ExoMars’ Organic Sniffing Spectrometer



An artist’s rendering of the ExoMars rover (Image: European Space Agency).



Lewis Dartnell spent the better part of two years researching and field-testing methods to re-boot society in his best-selling book The Knowledge. But his day job is arguably even cooler: as an astrobiologist at the University of Leicester, he’s developing ways to look for life on Mars through the European Space Agency’s ExoMars mission. Here, Dartnell provides an update on the frequently delayed, yet scientifically promising mission.


Wired: In The Knowledge, you incorporate ideas and methods from many different branches of science. How does this kind of interconnectedness show up in your own work?


Dartnell: Drawing from lots of different sources is what I do in my own research in astrobiology, and not just knowledge, but the methods and techniques you could use. It’s not just biology, but engineering, and robotics and instruments as well as physics and planetary science, and you’re constantly outside of your comfort zone having to learn new things. It keeps you on your toes, but that’s what I enjoy about astrobiology.

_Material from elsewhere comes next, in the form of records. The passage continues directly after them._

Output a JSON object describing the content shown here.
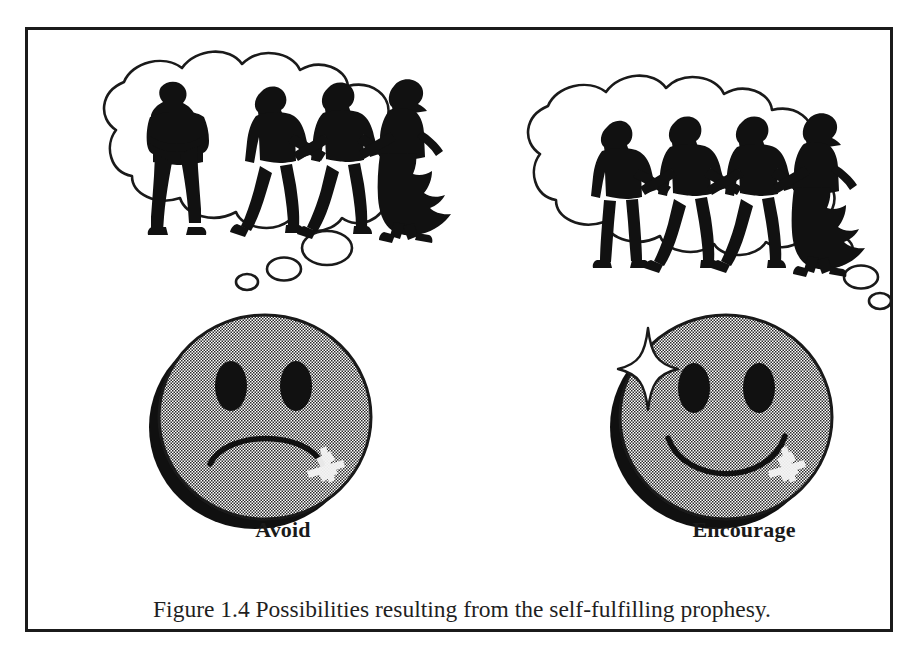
{
  "figure": {
    "caption": "Figure 1.4  Possibilities resulting from the self-fulfilling prophesy.",
    "frame_border_color": "#1b1b1b",
    "background_color": "#ffffff"
  },
  "panels": [
    {
      "id": "avoid",
      "label": "Avoid",
      "face": {
        "expression": "frowning",
        "icon": "sad-face-icon",
        "fill_color": "#b0b0b0",
        "outline_color": "#1a1a1a",
        "shadow_color": "#101010",
        "has_sparkle": false,
        "highlight": "cross-highlight"
      },
      "thought_bubble": {
        "icon": "thought-bubble-icon",
        "outline_color": "#1a1a1a",
        "tail_circle_count": 3,
        "tail_direction": "down-left",
        "scene_description": "one isolated figure standing apart with arms crossed, and three figures holding hands",
        "figures": [
          {
            "role": "isolated-person",
            "posture": "arms-crossed",
            "connected": false
          },
          {
            "role": "man",
            "posture": "walking-holding-hands",
            "connected": true
          },
          {
            "role": "man",
            "posture": "walking-holding-hands",
            "connected": true
          },
          {
            "role": "woman",
            "posture": "walking-holding-hands-in-dress",
            "connected": true
          }
        ]
      }
    },
    {
      "id": "encourage",
      "label": "Encourage",
      "face": {
        "expression": "smiling",
        "icon": "happy-face-icon",
        "fill_color": "#b0b0b0",
        "outline_color": "#1a1a1a",
        "shadow_color": "#101010",
        "has_sparkle": true,
        "highlight": "cross-highlight"
      },
      "thought_bubble": {
        "icon": "thought-bubble-icon",
        "outline_color": "#1a1a1a",
        "tail_circle_count": 3,
        "tail_direction": "down-right",
        "scene_description": "four figures all holding hands together in one connected line",
        "figures": [
          {
            "role": "man",
            "posture": "standing-holding-hands",
            "connected": true
          },
          {
            "role": "man",
            "posture": "walking-holding-hands",
            "connected": true
          },
          {
            "role": "man",
            "posture": "walking-holding-hands",
            "connected": true
          },
          {
            "role": "woman",
            "posture": "walking-holding-hands-in-dress",
            "connected": true
          }
        ]
      }
    }
  ]
}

Wired: What is your role with the ExoMars mission?


Dartnell: The exciting thing about ExoMars is that, not only will it for the first time have a drill so it can get properly underground on Mars and find stuff that has been protected from the surface environment, but it’s also going to use experiments like Raman spectroscopy, which is the one that I’m directly involved in at the University of Leicester. The reason Raman’s exciting is that it’s very sensitive and very competent and capable of picking up organic molecules or bio signatures of life, and we want to try this new technique on Mars.


Wired: What are your expectations for ExoMars?


Dartnell: We don’t know, and that’s the point of exploration; you don’t always know what you’re going to try and find. You know what you’re hoping for, and what might be realistic to expect. So what we hope to find on Mars are organic molecules – the basic Lego pieces or building blocks or chemistry kit for life; amino acids and sugars that should exist on Mars but we have yet to discover. Hopefully either NASA’s Curiosity or ESA’s ExoMars will discover those, and maybe beyond that they’ll find not just the building blocks for life but signs of life itself – biosignatures.


Wired: What kinds of biosignatures would be convincing as a sign of past life?


Dartnell: A biosignature is any sign or any evidence of life, and this might be something like a fossilised shape that looks a bit like a cell, it might be things as complex as DNA. It might be more subtle things like isotopic ratios in rocks, which on Earth are used to show early cases of life. Or if we do find things like amino acids, we can tell if they are made by life or through non-living processes like pre-biotic chemistry by their molecular handedness. So there are various quirks or various signs of organic molecules we can look for that would point to biology, rather than geochemical processes.


Wired: What is the likelihood that you will find biosignatures on mars?


Dartnell: Unfortunately, you basically can’t answer that question. It’s somewhere between 0 and 1, but we don’t know because whenever you’re trying to do something in science you’re trying to do something new that you don’t already know the answer to,


However, for all we know about life on Earth, it seems to have arisen pretty rapidly. It seems like it might be a probable thing to happen, if you’ve got the right kind of environment. So the big question is whether Mars ever have the right kind of environment, and if so, did that basic pre-biotic chemistry ever get far enough down the line to produce cells? And if that happened, what might be the best way of looking for that life and trying to detect these biosignatures? Which biosignatures would still remain after all this time? This is the kind of thing we’re trying to do with ExoMars.